Grey Arrow
Parliament

Labor's Medicare Paperwork Won't Fix Regional Health

Dr WEBSTER (Mallee) (11:29): The subject today is urgent care clinics. Of course, it's put up by Labor, who want to gloat about their 137 urgent care clinics, 66 per cent of which are in red electorates. It kind of tells you everything about the Labor government. One of the reasons that the Labor government is so keen on this is that most of their seats are in cities. What they want to do is stop people having to go into emergency departments. Fair enough; when a person or a patient is sick and they go into an ED clinic, it costs the taxpayer $616—every visit. If they go into an urgent care clinic, the dollar figure does reduce. I can understand why the clinics are quite popular. It becomes $216 per visit for exactly the same condition.

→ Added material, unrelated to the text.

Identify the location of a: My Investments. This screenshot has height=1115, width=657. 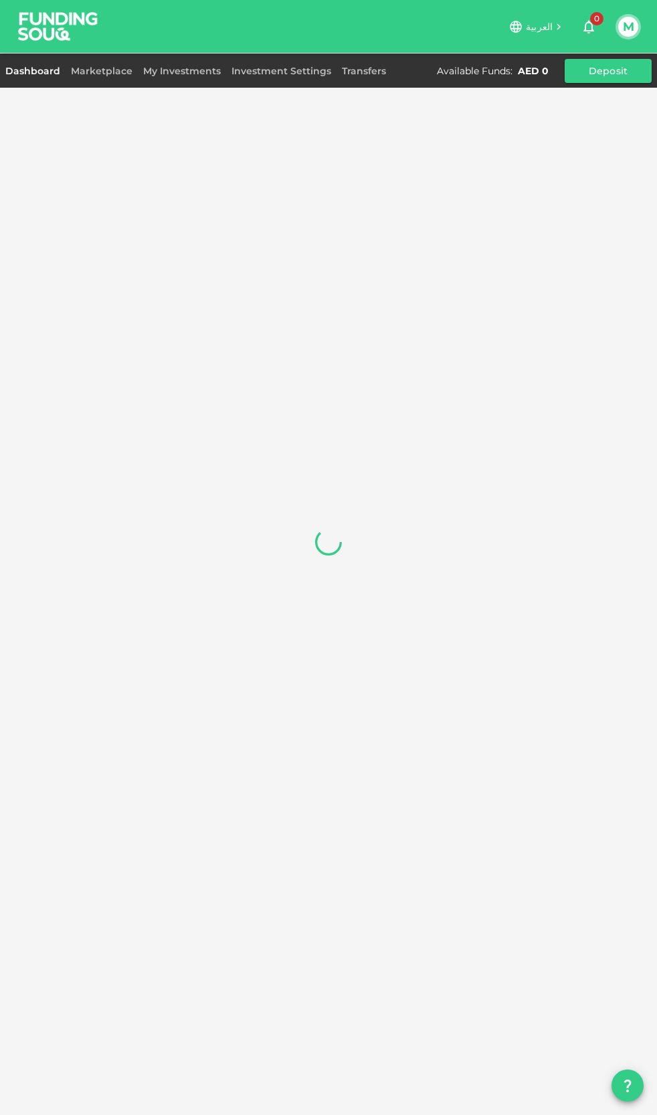
(182, 71).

But get this. Out in the regions, where we don't have urgent care clinics, it is primary care—preventative care—that stops those ED and UCC visits, and the cost to the taxpayer for a level B consultation is $42.88. I personally think that taxpayers around Australia would think: 'Let us deliver quality health care that stops people having to go to hospital, and let's fund primary care adequately. Let us ensure that our primary care clinics out in the regions in particular are funded adequately and that there are systems in place to support GPs to work in regional and rural areas, support nurse practitioners to deliver services in regional areas and support allied healthcare workers to deliver services in regional areas'. Unlike our Labor counterparts across the aisle from me, we don't have those massive hospitals which cost a fortune to run, but we can deliver good quality primary care.

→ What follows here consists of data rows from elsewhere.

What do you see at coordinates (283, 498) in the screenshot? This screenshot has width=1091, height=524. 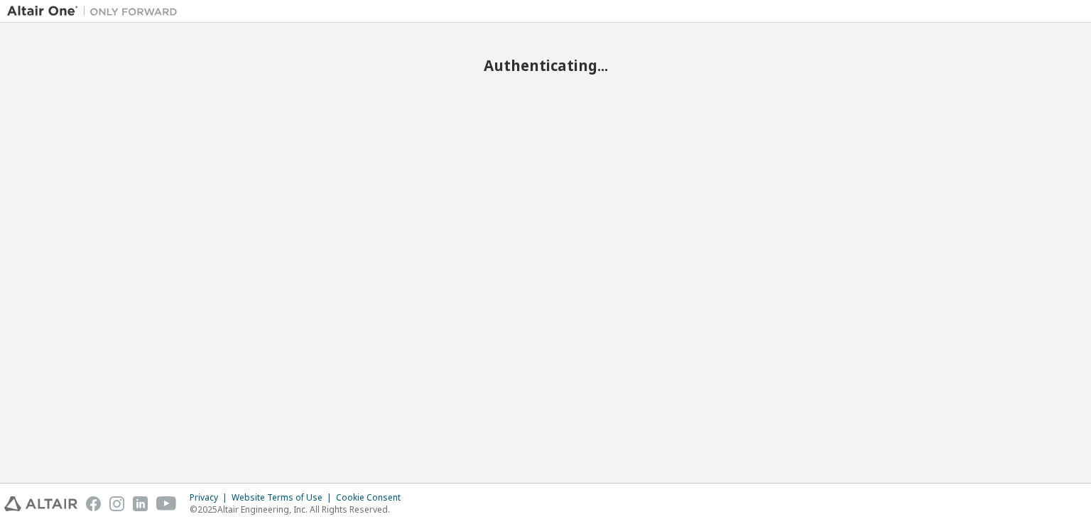 I see `div: Website Terms of Use` at bounding box center [283, 498].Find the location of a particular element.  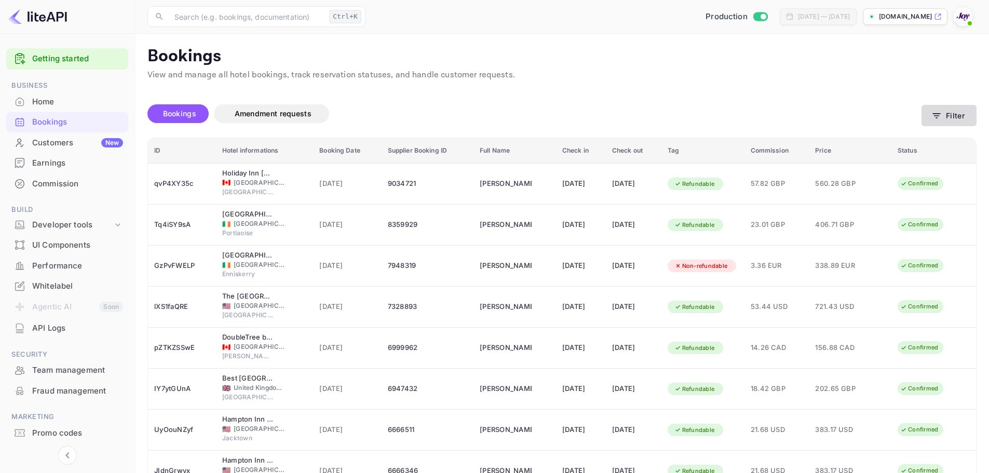

div: Amy Fitzpatrick is located at coordinates (506, 225).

In my view of the world, UCCs are fundamentally bandaids that do not solve the underlying issues. Where we have chronic care, they are missing in action. For people who have chronic diseases—which are much higher in the regions than in metro areas and where people are dying prematurely—the equivalency is not there at all. This is a Labor government focused on metropolitan politics. This is a government that says, 'We've done more than we ever expected in terms of getting urgent care clinics up and running.' What they did was take over primary care clinics that had failed under state governments and add around 50 so that the number looked even better. Are they delivering those clinics in places like Taree, in the member for Lyne's electorate? No. No, they're not. Have they got any intention of putting UCCs out there? No, they absolutely do not. Frankly, in my view as shadow minister for regional health, I would rather the government invested properly in regional health primary care clinics. It is essential.

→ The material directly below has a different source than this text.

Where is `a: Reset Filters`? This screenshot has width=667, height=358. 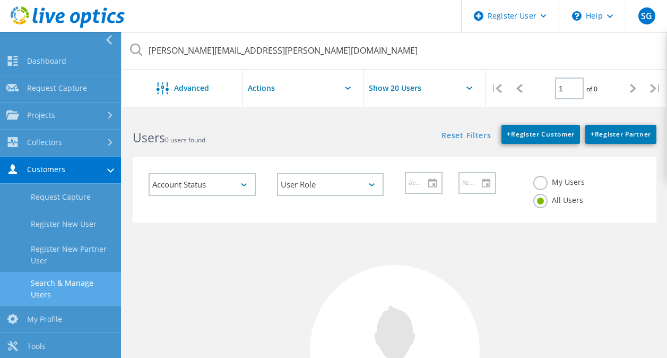
a: Reset Filters is located at coordinates (466, 136).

What we are also missing out on in the regions is decent patient transfer assistance. We've just found out that the Victorian government has dropped the refund, or the reimbursement, for patients who have to travel to Melbourne from Mildura—if you happen to be in Mildura, it's six hours on terrible roads—to 21c per kilometre. They pay their public servants 88c, four times the amount that a patient can get back. They have now decided that airfares will not be reimbursed unless you are literally on a ventilator. My Lord, who thought this was fair? Who thought this had equity? I can tell you right now that the Labor government under the minister for health has no respect for those who live in the regions. This is unconscionable conduct by this government and by the Victorian government. Your postcode should not determine your health status, but, under this government, it absolutely does.